JavaScript isn't going anywhere. End-users don't care about executing "non optimal code."

2 comments

> If you find yourself typing something about "the type of programmers attracted to X language" just delete what you wrote and move on.

I wouldn't say that's the right way to go about it or to think, especially in the case of JavaScript - more than ever, it's being taken up by people with no passion or desire to program solely so they can make what they think is going to be "The Next [WebCompany]," it's something that doesn't particularly have a parallel with any other language.

> End-users don't care about executing "non optimal code."

They do when the window freezes, or their Electron app locks and crashes, or when they suddenly can't have their browser running in the background while they're playing a video game.

> more than ever, it's being taken up by people with no passion or desire to program solely so they can make what they think is going to be "The Next [WebCompany],"

See, that's why you were encouraged to stop before you dug yourself deeper. Now you've doubled down on disparaging an entire class of people based on their choice of programming language because of some assumed greed you think they think they have.

Perhaps people are taking up Javascript because it is, bar none, the easiest language to play around with. Every modern computer either ships with a browser installed, and the vast majority of them, excluding mobile platforms, allow for someone to easily open a Javascript development environment not just to start something new, but to tinker around with the web page they are looking at.

Of course there will be horrible and crappy Javascript programs and libraries released to the wild.

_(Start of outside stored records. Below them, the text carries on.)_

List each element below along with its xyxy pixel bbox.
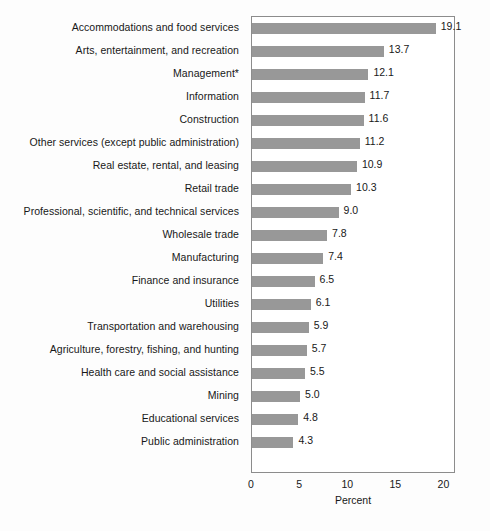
bar-value-label: 4.8 xyxy=(303,411,318,424)
category-label-row: Arts, entertainment, and recreation xyxy=(0,39,245,62)
x-axis-title: Percent xyxy=(251,494,455,506)
value-label-row: 7.4 xyxy=(251,246,490,269)
category-label: Other services (except public administra… xyxy=(30,137,239,148)
category-label: Transportation and warehousing xyxy=(87,321,239,332)
bar-value-label: 10.3 xyxy=(356,181,376,194)
category-label: Management* xyxy=(173,68,239,79)
bar-value-label: 12.1 xyxy=(373,66,393,79)
category-label: Accommodations and food services xyxy=(72,22,239,33)
category-label: Construction xyxy=(179,114,239,125)
value-label-row: 10.3 xyxy=(251,177,490,200)
value-label-row: 5.0 xyxy=(251,384,490,407)
category-label: Real estate, rental, and leasing xyxy=(93,160,239,171)
value-label-row: 13.7 xyxy=(251,39,490,62)
bar-value-label: 5.7 xyxy=(312,342,327,355)
category-label-row: Wholesale trade xyxy=(0,223,245,246)
value-label-row: 4.8 xyxy=(251,407,490,430)
value-label-row: 7.8 xyxy=(251,223,490,246)
category-label-row: Utilities xyxy=(0,292,245,315)
bar-value-label: 4.3 xyxy=(298,434,313,447)
value-label-row: 6.5 xyxy=(251,269,490,292)
category-label: Retail trade xyxy=(185,183,239,194)
x-tick-label: 5 xyxy=(296,478,302,490)
category-label: Mining xyxy=(208,390,239,401)
category-label: Public administration xyxy=(141,436,239,447)
category-label-row: Professional, scientific, and technical … xyxy=(0,200,245,223)
category-label: Finance and insurance xyxy=(132,275,239,286)
x-tick-label: 20 xyxy=(438,478,450,490)
bar-value-label: 11.6 xyxy=(369,112,389,125)
x-axis-ticks: 05101520 xyxy=(251,474,455,494)
value-label-row: 5.7 xyxy=(251,338,490,361)
category-label-row: Public administration xyxy=(0,430,245,453)
value-label-row: 11.2 xyxy=(251,131,490,154)
value-label-row: 9.0 xyxy=(251,200,490,223)
category-label-row: Accommodations and food services xyxy=(0,16,245,39)
category-label-row: Agriculture, forestry, fishing, and hunt… xyxy=(0,338,245,361)
category-label: Professional, scientific, and technical … xyxy=(24,206,239,217)
category-axis-labels: Accommodations and food servicesArts, en… xyxy=(0,16,245,453)
x-tick-label: 10 xyxy=(341,478,353,490)
value-label-row: 12.1 xyxy=(251,62,490,85)
category-label-row: Mining xyxy=(0,384,245,407)
category-label-row: Manufacturing xyxy=(0,246,245,269)
bar-chart-figure: Accommodations and food servicesArts, en… xyxy=(0,0,490,531)
x-tick-label: 0 xyxy=(248,478,254,490)
category-label-row: Health care and social assistance xyxy=(0,361,245,384)
category-label-row: Real estate, rental, and leasing xyxy=(0,154,245,177)
bar-value-label: 13.7 xyxy=(389,43,409,56)
category-label-row: Other services (except public administra… xyxy=(0,131,245,154)
bar-value-label: 19.1 xyxy=(441,20,461,33)
category-label: Health care and social assistance xyxy=(81,367,239,378)
x-tick-label: 15 xyxy=(389,478,401,490)
bar-value-label: 5.5 xyxy=(310,365,325,378)
bar-value-label: 7.8 xyxy=(332,227,347,240)
value-label-row: 6.1 xyxy=(251,292,490,315)
category-label: Arts, entertainment, and recreation xyxy=(76,45,239,56)
category-label-row: Information xyxy=(0,85,245,108)
value-label-row: 19.1 xyxy=(251,16,490,39)
category-label: Manufacturing xyxy=(172,252,239,263)
bar-value-labels: 19.113.712.111.711.611.210.910.39.07.87.… xyxy=(251,16,490,473)
bar-value-label: 10.9 xyxy=(362,158,382,171)
category-label: Agriculture, forestry, fishing, and hunt… xyxy=(50,344,239,355)
bar-value-label: 7.4 xyxy=(328,250,343,263)
category-label-row: Management* xyxy=(0,62,245,85)
category-label: Educational services xyxy=(142,413,239,424)
category-label-row: Transportation and warehousing xyxy=(0,315,245,338)
value-label-row: 11.6 xyxy=(251,108,490,131)
value-label-row: 4.3 xyxy=(251,430,490,453)
bar-value-label: 5.9 xyxy=(314,319,329,332)
category-label-row: Finance and insurance xyxy=(0,269,245,292)
category-label: Utilities xyxy=(205,298,239,309)
value-label-row: 5.5 xyxy=(251,361,490,384)
bar-value-label: 11.2 xyxy=(365,135,385,148)
category-label-row: Construction xyxy=(0,108,245,131)
category-label-row: Retail trade xyxy=(0,177,245,200)
value-label-row: 10.9 xyxy=(251,154,490,177)
value-label-row: 5.9 xyxy=(251,315,490,338)
bar-value-label: 6.5 xyxy=(320,273,335,286)
category-label: Wholesale trade xyxy=(162,229,239,240)
bar-value-label: 5.0 xyxy=(305,388,320,401)
category-label-row: Educational services xyxy=(0,407,245,430)
bar-value-label: 6.1 xyxy=(316,296,331,309)
value-label-row: 11.7 xyxy=(251,85,490,108)
bar-value-label: 9.0 xyxy=(344,204,359,217)
bar-value-label: 11.7 xyxy=(370,89,390,102)
category-label: Information xyxy=(186,91,239,102)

That's the same whenever there's a large influx or new people to the programming ecosystem and a language that's fairly easy to use but has some edge cases. Just look at Perl, and the CGIs of the late 1990's and early 2000's. A very large part of Perl's current reputation is because of people that weren't the best programmers (because they were new) being able to whip out little programs to do what they want, but also not entirely understanding some of the deeper intricacies of Perl or some better programming practices in general.

A great comment, and I couldn't agree more. If the family computer in the early 90s didn't have QBasic - I wouldn't be a developer today.

> more than ever, it's being taken up by people with no passion or desire to program solely so they can make what they think is going to be "The Next [WebCompany],"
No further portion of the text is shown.